Primitives

Source primitives

Signal generators of various types.

Sink primitives

Primitives that display signals in different ways or write the value of signal samples to files.

Arithmetic primitives

Basic adders, subtracters, multipliers, and amplifiers, for all the standard scalar data types (floating point, complex, fixed-point, and integer).

Nonlinear primitives

Primitives that compute transcendental functions, such as logarithm, cosine, sine, and exponential functions, as well as quantizer and table lookup primitives.

Logic primitives

Primitives that perform Boolean and comparison operations, such as and, or, and greater than.

Control primitives

Primitives that manipulate the flow of tokens, such as commutators and distributors, downsamplers and upsamplers, and forks.

Conversion primitives

Primitives that explicitly accomplish type conversion.

Matrix primitives

Matrix operators such as matrix addition and multiplication.

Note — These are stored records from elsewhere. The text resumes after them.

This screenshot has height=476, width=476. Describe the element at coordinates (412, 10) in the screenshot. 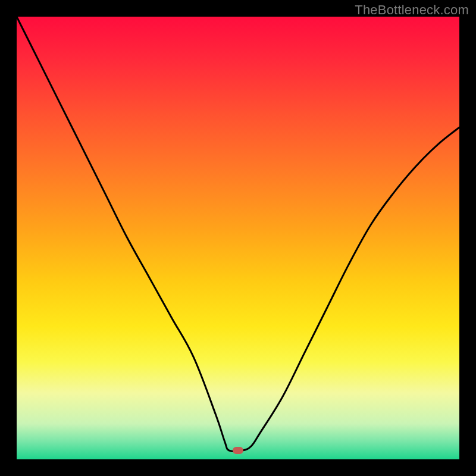

I see `watermark-text: TheBottleneck.com` at that location.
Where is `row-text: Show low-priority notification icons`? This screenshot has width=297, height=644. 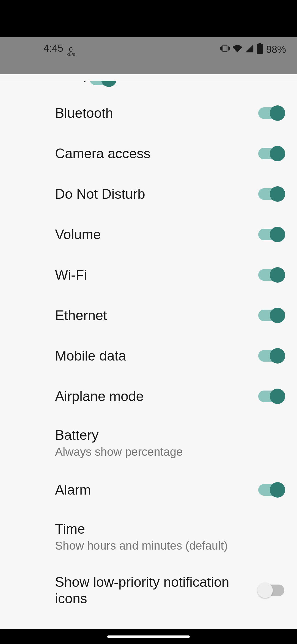
row-text: Show low-priority notification icons is located at coordinates (143, 590).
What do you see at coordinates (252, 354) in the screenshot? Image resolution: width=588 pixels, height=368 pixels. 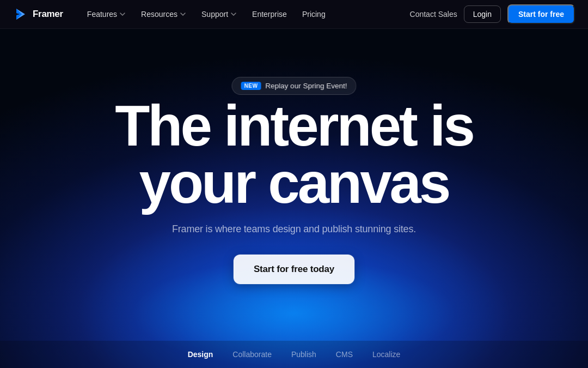 I see `tab-collaborate: Collaborate` at bounding box center [252, 354].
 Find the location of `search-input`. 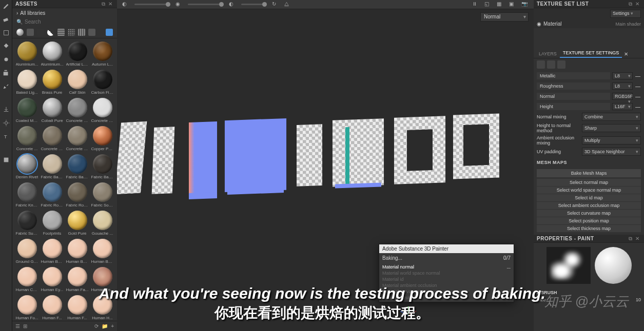

search-input is located at coordinates (69, 22).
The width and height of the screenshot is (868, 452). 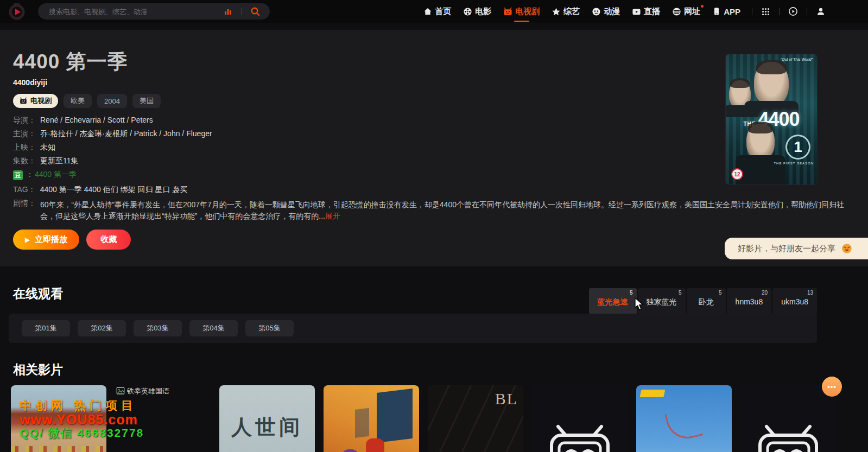 What do you see at coordinates (732, 12) in the screenshot?
I see `nav-label: APP` at bounding box center [732, 12].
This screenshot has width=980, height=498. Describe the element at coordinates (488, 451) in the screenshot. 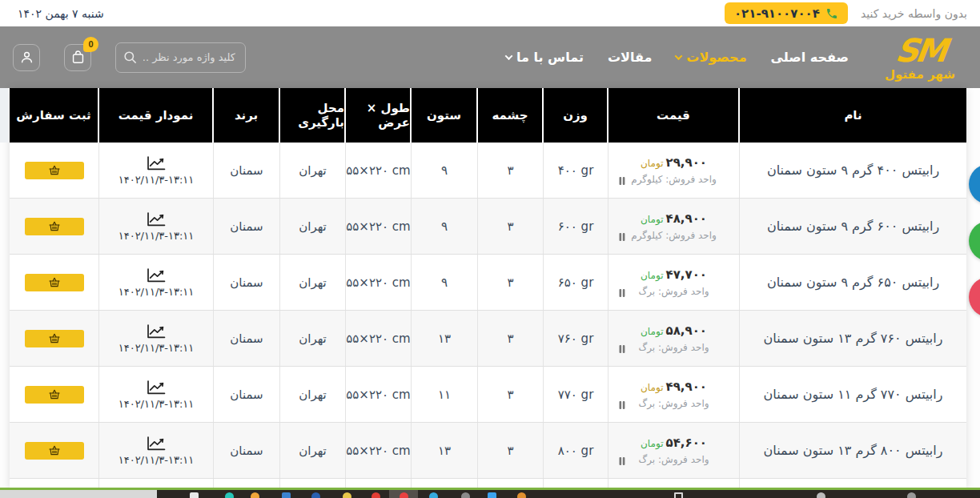

I see `table-row: رابیتس ۸۰۰ گرم ۱۳ ستون سمنان ۵۴,۶۰۰ توما…` at that location.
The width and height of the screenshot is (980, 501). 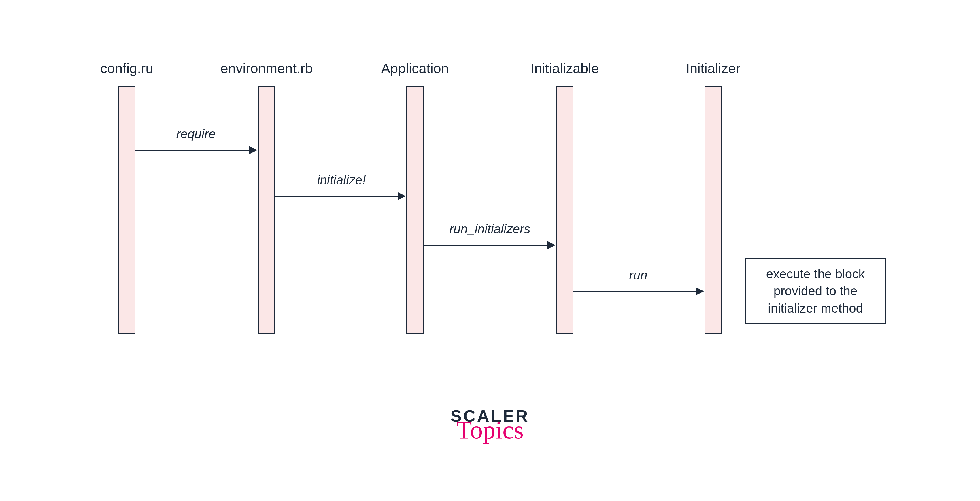 What do you see at coordinates (565, 210) in the screenshot?
I see `lifeline-bar-initializable` at bounding box center [565, 210].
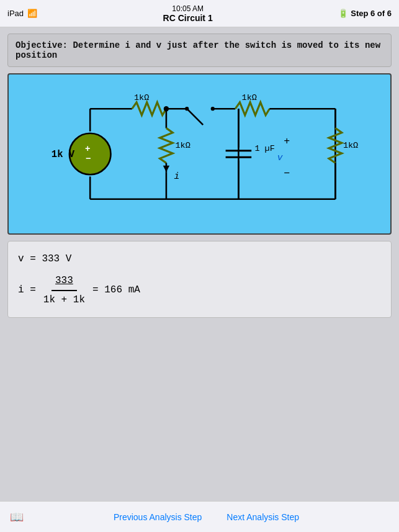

Signal processing (DSP) primitives

Various signal processing functions such as fixed and adaptive filters of various types.

Filter primitives

Communication primitives

Primitives that are specific to digital communications functions, such as pulse shapers, speech coders, and QAM encoders.

Telecommunication primitives

Touch-tone generators and decoders, channel models, and PCM coders.

Radar primitives

The primitives and modules collected in this library where developed by Karim Khiar from Thomson CSF. They are used by a demonstration named RadarChainProcessing which can be found in MLD Libraries→HOF Domain→Demo. The radar simulation, though five-dimensional, is implemented using SDF, which is a one-dimensional data flow model.

Image processing primitives

Primitives for image and video signal processing.

Neural network primitives

The neural network primitives demonstrate logic functions using classical artificial neurons and McCulloch-Pitts neuron.

Tcl/Tk primitives

Most of the primitives that interface to Tcl appear in libraries that reflect their function. For instance, all the primitives beginning with Tk in the sinks library are actually Tcl primitives derived from TclScript. This is the most generic Tcl primitive with no function on its own. It must have a Tcl script associated with it to make it useful. Please refer to Programming→Using Tcl/Tk in primitives to learn about writing such scripts.